Tuesday, August 12, 2014

Jimmy Carter's Love for Terrorists


By Alan Caruba

Jimmy Carter was elected President for one reason—Richard M. Nixon. The feeling in the nation was that the born-again Sunday school teacher and Georgia Governor was the perfect antithesis of the President who was forced to resign over the Watergate scandal. He defeated Gerald Ford, Nixon’s Vice President who was largely punished for the 1974 pardon he gave the disgraced Nixon.

In a similar fashion Ronald Reagan was elected President to replace Carter who was widely seen as a failure for both his domestic and foreign policies. For the years since, Carter was understood to have been the worst President, but a recent Quinnipiac University poll of 1,446 registered voters ranked Obama as the worst since the end of World War II, granting Carter an approval rating four times higher than Obama.

I never liked Carter and Reagan’s election in 1980 marked the beginning of my transition from liberal to conservative; one that I suspect occurred for many others as well. Larry Bell, a NewsMax contributor, commenting on the Quinnipiac poll, noted that “Just as with Obama, the Carter administration had inherited a recession and did little to improve a weak economy.”

After Carter took office Bell noted that “unemployment continued to rise, inflation reached 13 percent, and interest rates approached 20 percent.” Reagan set about improving the economy, rebuilt our military strength, confronted the Soviet Union, and the 1980s are remembered fondly by those who lived through his two terms.

Carter faced problems with Iran that had seized twenty U.S. diplomats in 1979 and held them for 444 days, unresponsive to his efforts to free them. A military attempt failed, killing thirty soldiers when our helicopters crashed. I have always thought that the Iranians took Reagan’s measure and feared what he would do. They released the hostages the same day he was first sworn into office.

On August 5, USA Today reported that Carter had “called upon the West to recognize the U.S.-designated terrorist group Hamas as a legitimate ‘political actor’ that represents the bulk of the Palestine population.”

Extremely critical of Israel’s military operation to protect its citizens against the deluge of rockets coming out of Gaza, Carter and former Irish president Mary Robinson had their views published in a Foreign Policy article, saying “There is no humane or legal justification for the way the Israeli Defense Forces are conducting this war.”

Carter has never met a despot, from Soviet premier Leonid Brezhnev to Bashar Assad and his father, Hafez, to the gang that runs Hamas that he didn’t like. That is the quintessential trait of liberals who have always been attracted to despots. They’re the ones who wear Che Guevara t-shirts.

Carter, different from most evangelicals, has never given any evidence of respecting Jews or Israel. The high point of his presidency was the Egypt-Israel peace treaty known as the 1978 Camp David accords, but both parties had their own reasons for agreeing to its terms.

In his twenty-first book, “Palestine: Peace Not Apartheid”, published in November 2006, Carter sided totally with the so-called Palestinians. Writing in the Middle East Quarterly’s spring 2007 edition, a longtime advisor to Carter, Kenneth W. Stein, criticized it at length, noting “egregious errors of both commission and omission. To suit his desired ends, he manipulates information, redefines facts, and exaggerates conclusions.” That’s a nice way of saying he lied a lot.

Stein pointed out that Carter’s book “omits mention that Hamas denies the right of a Jewish state to exist in the Middle East and the group’s belief that historical Palestine belongs in its entirety to Muslims.”

The book’s title reflected the libel against Israel when it used the word “apartheid”, likening Israel to South Africa’s racial oppression of blacks until it was forced to rescind it. It is comparable to the lies that Israel is the “occupier” of lands won in the wars waged against it. It’s like saying the U.S. is the occupier of land formerly owned by Mexico.

Compounding Carter’s slur is the fact that Arab citizens of Israel have always had the same rights as Jews and others who emigrated there. At present there are eleven Arabs in Israel’s Knesset (parliament). In only one respect do they differ; Israel does not require Arab citizens to serve in its Defense Force, but they may volunteer to serve if they wish.

Recognizing a terrorist group like Hamas, as Carter calls for, is not that different from saying the same of Hezbollah or the newly-arisen Islamic State that has seized land from Syria and Iraq. It’s beyond stupid. It betrays a deeply held anti-Semitism. In 2009, that was so evident Carter apologized with an open letter to the Jewish community in America.

Hamas has not disavowed its stated intention to destroy Israel and kill all of its Jewish citizens.

That Americans are comparing Obama unfavorably to Carter, lifting Carter from the basement of presidential approval, tells us a lot about his performance in office since his 2008 election and 2012 reelection.
 
At least Americans had the good sense to end Carter’s presidency in one term, but it virtually assures that Obama will replace Carter as the worst U.S. President ever.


Goal of the exercise → In this material, which lines include the string "ducts"? Show them.

-- Input data follows --

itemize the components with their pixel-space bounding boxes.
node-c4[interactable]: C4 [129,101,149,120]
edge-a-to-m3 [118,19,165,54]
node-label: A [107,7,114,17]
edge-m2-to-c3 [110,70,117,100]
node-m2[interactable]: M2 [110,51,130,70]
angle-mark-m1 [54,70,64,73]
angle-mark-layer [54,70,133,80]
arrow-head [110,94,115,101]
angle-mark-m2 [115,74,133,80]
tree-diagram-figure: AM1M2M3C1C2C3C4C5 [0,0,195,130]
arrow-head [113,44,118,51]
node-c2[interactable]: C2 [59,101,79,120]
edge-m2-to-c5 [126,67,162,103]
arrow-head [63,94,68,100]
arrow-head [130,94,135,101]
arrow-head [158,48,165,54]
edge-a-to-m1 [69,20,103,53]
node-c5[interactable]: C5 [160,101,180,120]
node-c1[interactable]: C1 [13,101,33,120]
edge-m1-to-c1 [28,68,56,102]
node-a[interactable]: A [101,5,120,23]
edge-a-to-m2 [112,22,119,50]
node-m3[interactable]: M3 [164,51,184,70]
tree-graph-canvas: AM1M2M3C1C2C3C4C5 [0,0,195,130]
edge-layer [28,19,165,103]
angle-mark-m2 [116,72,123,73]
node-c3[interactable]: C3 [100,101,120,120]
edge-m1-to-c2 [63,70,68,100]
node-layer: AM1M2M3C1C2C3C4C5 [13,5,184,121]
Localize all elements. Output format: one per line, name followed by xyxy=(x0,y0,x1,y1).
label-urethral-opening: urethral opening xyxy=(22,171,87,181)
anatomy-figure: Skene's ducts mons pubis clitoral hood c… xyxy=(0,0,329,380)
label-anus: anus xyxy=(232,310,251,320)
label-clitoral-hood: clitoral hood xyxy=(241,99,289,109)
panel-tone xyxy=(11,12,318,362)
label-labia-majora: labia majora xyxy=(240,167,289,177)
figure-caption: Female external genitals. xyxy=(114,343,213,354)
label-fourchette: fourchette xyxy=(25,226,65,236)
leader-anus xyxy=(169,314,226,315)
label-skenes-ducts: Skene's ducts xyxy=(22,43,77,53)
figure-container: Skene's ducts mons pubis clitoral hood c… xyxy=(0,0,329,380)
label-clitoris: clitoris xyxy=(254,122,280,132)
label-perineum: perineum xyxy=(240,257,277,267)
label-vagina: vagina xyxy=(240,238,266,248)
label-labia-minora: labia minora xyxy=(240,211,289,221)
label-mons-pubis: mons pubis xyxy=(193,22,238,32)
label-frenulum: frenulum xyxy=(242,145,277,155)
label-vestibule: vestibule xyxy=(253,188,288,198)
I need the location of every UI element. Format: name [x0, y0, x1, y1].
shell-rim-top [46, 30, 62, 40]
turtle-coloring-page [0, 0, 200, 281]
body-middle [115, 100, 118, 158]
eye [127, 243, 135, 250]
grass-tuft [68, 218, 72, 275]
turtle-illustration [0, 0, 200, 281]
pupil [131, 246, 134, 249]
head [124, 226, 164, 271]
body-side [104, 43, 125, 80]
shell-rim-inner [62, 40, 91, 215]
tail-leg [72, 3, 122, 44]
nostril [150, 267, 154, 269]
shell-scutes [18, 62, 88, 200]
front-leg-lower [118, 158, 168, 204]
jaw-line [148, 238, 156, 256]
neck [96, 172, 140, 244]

-- Input data concluded --
-- Input data follows --

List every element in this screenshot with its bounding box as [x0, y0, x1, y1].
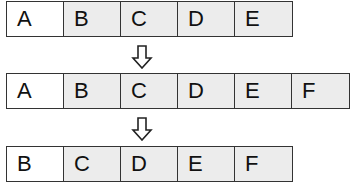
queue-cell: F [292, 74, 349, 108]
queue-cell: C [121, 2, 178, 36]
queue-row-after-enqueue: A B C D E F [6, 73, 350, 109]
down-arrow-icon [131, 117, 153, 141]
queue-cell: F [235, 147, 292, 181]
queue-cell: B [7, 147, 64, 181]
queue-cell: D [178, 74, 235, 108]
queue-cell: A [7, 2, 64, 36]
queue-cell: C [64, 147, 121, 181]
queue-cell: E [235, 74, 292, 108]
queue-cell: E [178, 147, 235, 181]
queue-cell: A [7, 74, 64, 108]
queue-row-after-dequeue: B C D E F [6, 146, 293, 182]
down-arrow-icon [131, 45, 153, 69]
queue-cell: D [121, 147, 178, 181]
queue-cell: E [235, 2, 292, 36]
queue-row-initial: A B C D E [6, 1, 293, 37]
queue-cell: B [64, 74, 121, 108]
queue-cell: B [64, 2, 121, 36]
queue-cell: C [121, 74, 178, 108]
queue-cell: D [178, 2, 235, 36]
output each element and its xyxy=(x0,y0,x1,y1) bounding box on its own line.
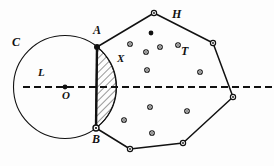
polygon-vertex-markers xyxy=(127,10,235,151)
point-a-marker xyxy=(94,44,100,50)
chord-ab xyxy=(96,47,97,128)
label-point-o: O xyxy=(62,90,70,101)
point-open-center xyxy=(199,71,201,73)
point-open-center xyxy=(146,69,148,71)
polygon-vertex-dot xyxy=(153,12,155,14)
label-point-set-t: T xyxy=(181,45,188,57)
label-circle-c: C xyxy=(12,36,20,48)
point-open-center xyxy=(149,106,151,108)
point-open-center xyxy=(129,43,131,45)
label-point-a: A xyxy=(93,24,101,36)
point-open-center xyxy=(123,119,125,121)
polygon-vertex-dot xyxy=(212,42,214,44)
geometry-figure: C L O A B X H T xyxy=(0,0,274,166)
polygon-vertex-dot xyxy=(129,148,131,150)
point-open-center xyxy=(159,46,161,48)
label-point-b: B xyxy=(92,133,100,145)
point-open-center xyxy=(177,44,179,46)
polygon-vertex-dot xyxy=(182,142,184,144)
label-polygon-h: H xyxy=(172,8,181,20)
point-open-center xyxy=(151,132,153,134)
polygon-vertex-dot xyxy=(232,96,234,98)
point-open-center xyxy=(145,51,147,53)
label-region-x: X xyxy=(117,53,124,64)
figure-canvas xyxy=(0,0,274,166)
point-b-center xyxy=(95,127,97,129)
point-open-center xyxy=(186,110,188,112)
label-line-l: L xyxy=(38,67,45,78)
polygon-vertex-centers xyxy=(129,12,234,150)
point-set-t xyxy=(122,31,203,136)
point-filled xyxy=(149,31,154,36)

-- Input data concluded --
-- Input data follows --

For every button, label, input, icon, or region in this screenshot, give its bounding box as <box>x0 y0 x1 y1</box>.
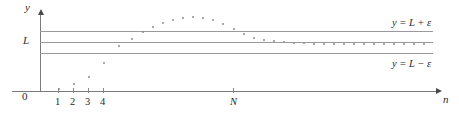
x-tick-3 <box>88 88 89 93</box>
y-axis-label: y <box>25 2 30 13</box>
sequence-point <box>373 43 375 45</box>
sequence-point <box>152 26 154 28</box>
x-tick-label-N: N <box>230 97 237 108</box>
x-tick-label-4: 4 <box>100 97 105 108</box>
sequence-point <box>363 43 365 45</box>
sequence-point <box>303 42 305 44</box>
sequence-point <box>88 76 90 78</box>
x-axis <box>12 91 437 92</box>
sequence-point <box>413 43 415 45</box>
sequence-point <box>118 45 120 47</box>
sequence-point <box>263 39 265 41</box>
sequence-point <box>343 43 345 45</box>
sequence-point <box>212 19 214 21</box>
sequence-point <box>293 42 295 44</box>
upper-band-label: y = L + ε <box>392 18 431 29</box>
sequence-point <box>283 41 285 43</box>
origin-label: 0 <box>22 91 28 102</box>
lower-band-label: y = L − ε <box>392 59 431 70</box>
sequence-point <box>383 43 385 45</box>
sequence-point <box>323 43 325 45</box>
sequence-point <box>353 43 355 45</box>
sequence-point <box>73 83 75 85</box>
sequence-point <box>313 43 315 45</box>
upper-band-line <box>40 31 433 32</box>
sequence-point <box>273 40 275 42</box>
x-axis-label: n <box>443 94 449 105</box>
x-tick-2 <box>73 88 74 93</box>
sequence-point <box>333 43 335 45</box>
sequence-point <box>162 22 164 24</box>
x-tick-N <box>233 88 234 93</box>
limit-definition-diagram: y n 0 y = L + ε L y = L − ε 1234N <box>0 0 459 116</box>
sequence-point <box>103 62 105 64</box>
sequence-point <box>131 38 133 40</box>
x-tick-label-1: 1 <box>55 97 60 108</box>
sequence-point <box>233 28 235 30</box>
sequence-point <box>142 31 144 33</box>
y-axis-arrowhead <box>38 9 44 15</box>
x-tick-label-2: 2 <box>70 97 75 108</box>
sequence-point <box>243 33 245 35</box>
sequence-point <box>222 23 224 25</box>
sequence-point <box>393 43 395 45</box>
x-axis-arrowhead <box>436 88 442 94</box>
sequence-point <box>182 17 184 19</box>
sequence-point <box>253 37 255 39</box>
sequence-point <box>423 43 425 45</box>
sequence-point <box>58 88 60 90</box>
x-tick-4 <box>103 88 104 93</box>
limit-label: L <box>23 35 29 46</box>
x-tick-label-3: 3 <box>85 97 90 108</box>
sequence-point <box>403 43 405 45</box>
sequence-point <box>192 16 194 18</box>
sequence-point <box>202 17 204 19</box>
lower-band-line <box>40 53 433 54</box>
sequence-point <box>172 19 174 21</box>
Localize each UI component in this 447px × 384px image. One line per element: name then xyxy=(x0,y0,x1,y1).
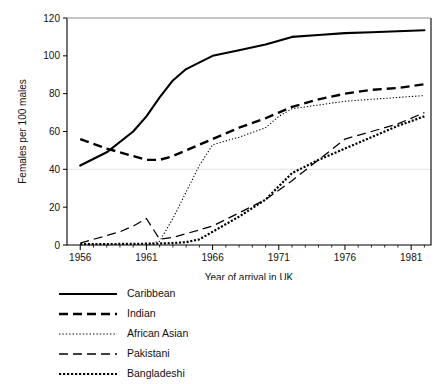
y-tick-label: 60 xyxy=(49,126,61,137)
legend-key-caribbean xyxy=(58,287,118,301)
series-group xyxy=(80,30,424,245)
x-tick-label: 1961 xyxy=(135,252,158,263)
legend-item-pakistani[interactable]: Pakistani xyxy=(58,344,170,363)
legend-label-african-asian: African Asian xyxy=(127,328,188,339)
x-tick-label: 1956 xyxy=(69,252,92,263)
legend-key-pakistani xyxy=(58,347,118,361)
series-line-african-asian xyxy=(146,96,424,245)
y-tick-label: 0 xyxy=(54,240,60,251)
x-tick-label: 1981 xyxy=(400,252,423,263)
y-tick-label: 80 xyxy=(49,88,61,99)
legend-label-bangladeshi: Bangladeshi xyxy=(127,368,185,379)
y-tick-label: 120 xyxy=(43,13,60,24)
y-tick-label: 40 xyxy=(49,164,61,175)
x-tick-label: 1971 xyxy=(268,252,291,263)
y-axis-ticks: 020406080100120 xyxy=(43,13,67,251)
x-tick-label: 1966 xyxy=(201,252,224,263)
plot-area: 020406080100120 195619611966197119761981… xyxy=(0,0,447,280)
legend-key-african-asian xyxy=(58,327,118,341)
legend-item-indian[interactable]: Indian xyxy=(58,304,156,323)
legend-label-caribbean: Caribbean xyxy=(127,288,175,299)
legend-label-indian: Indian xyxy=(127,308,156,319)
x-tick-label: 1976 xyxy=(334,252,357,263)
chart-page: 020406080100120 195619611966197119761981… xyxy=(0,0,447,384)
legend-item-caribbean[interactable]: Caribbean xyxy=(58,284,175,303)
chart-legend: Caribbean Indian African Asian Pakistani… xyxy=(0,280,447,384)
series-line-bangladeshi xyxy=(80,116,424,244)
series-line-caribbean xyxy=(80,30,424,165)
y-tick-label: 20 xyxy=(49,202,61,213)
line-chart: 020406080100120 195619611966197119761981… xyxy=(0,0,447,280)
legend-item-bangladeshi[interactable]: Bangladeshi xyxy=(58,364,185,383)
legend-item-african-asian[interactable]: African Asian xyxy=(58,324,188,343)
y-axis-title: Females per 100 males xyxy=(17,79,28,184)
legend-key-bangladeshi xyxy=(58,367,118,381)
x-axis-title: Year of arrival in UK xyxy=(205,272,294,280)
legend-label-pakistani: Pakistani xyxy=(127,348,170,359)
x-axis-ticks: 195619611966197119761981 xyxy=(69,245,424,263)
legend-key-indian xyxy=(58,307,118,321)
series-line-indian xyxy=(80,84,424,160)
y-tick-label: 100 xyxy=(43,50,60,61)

-- Input data concluded --

Exercise solution →
anatomy-figure: Skene's ducts mons pubis clitoral hood c… xyxy=(0,0,329,380)
label-skenes-ducts: Skene's ducts xyxy=(22,43,77,53)
figure-container: Skene's ducts mons pubis clitoral hood c… xyxy=(0,0,329,380)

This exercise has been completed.